Now Stephen Gore had been a proud man, and a man of sentiment after his own ideals. He had had other things to torture and humiliate him besides anguish in the flesh. Proportionately as a man’s physical strength wanes, so the menace of spiritual suffering grows the more quick and poignant. This man had spilled blood and betrayed friends. A well-fed cynic might have put such things under his feet and trampled them. It would be otherwise with a half-starved, memory-haunted, isolated being shivering the nights through, listening and ever listening, while the solitude hung like an eternal silence, and the slightest movement of the body set bone grating against bone. Who could shrug his shoulders through such an ordeal and come forth smiling with an epigram? Would not the very intellect curse itself and die by its own hand? Innocent blood; the betrayal of honor and of friends; lies, inevitable self-salvation. These thoughts would grip such a man, throttle him, spit at his very soul. They would not be conjured or persuaded. They would be awake with him through the winter nights; scoff when some spasm of pain made him curse and set his teeth; watch him with cold eyes when the light of the dawn came in. The same miserable dragging of the days, the same miserable passion-play of the crucified soul. Where would a man’s manhood be at the end of such a chastisement?

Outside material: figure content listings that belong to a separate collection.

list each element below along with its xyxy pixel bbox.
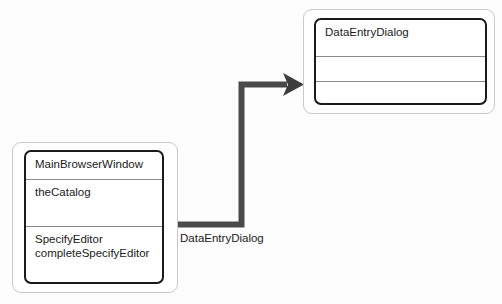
class-operations-compartment: SpecifyEditor completeSpecifyEditor (26, 226, 162, 282)
class-attributes-compartment: theCatalog (26, 179, 162, 226)
class-box-data-entry-dialog[interactable]: DataEntryDialog (314, 18, 487, 105)
connector-label-data-entry-dialog: DataEntryDialog (180, 231, 264, 245)
class-name-compartment: DataEntryDialog (316, 20, 485, 56)
class-name-compartment: MainBrowserWindow (26, 152, 162, 179)
connector-path (176, 85, 287, 225)
arrowhead-icon (283, 73, 304, 96)
class-attributes-compartment (316, 56, 485, 81)
diagram-canvas: DataEntryDialog MainBrowserWindow theCat… (0, 0, 502, 304)
class-operations-compartment (316, 81, 485, 103)
class-box-main-browser-window[interactable]: MainBrowserWindow theCatalog SpecifyEdit… (24, 150, 164, 284)
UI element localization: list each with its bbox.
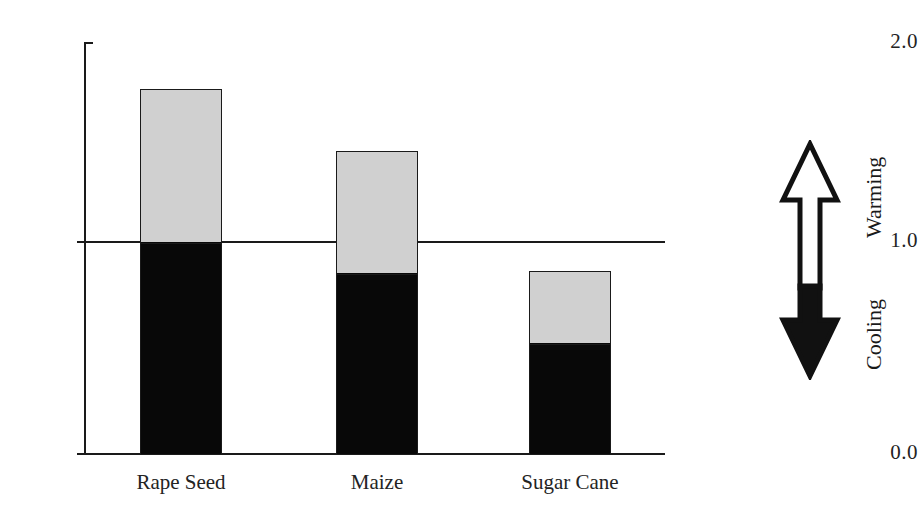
legend-label-cooling: Cooling [861,299,887,370]
bar-segment-upper [337,152,417,274]
chart-figure: 2.0 1.0 0.0 Rape SeedMaizeSugar Cane War… [0,0,918,523]
bar-segment-divider [141,243,221,244]
bar-sugar-cane[interactable] [529,271,611,454]
bar-segment-divider [530,344,610,345]
cooling-arrow-down-shape [783,286,837,376]
warming-arrow-up-shape [783,144,837,288]
bar-segment-upper [141,90,221,242]
bar-segment-divider [337,274,417,275]
x-tick-label-sugar-cane: Sugar Cane [450,470,690,495]
bar-segment-lower [337,273,417,454]
bar-segment-lower [530,343,610,454]
legend-warming-cooling: Warming Cooling [757,110,917,410]
y-tick-mark-2 [84,42,93,44]
double-headed-arrow-icon [775,140,845,380]
y-tick-label-2: 2.0 [852,29,918,54]
y-axis-line [84,42,86,455]
legend-label-warming: Warming [861,157,887,238]
y-tick-mark-0 [77,453,93,455]
bar-segment-lower [141,242,221,454]
bar-maize[interactable] [336,151,418,454]
bar-segment-upper [530,272,610,344]
y-tick-label-0: 0.0 [852,440,918,465]
bar-rape-seed[interactable] [140,89,222,454]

The glow of the winter fires reddened the windows of Furze Farm as the shadow of the house loomed up through the mist. The orchard hedge was dripping with dew, the grass gray and sodden, the beech-trees like phantom trees, the coming of the dusk mournful and full of a heavy silence. Yet the windows of the house, with their lozenged latticing outlined by the fire, sent John Gore’s thoughts back with a sudden shiver of pity to dreary, ruinous, fog-choked Thorn. He dismounted heavily, and leading his horse to the stable left him to Mr. Jennifer, who was sitting astride a rough bench mending harness by the light of a candle.

In the kitchen Barbara came out to welcome him, with just the faintest glimmer of shyness that made her love the more desirable. Mrs. Winnie was above, turning out her linen cupboard, little Will in the wood-lodge cutting firewood with the hand-bill—a thing he had been solemnly forbidden to do. Barbara and John had both kitchen and parlor to themselves. No candles had been lit in the house as yet, but the burning logs threw a rich light upon the wainscoting.

“You have had a long ride, John.”

He hung his cloak on a chair and took her hands, her pale face with its new ripeness of color seeming to bring to him freshness and perfume after these abhorrent hours at Thorn. Yet his heart was stern and troubled in him because of the man, his father; nor could even his love’s eyes flash a complete smile into his.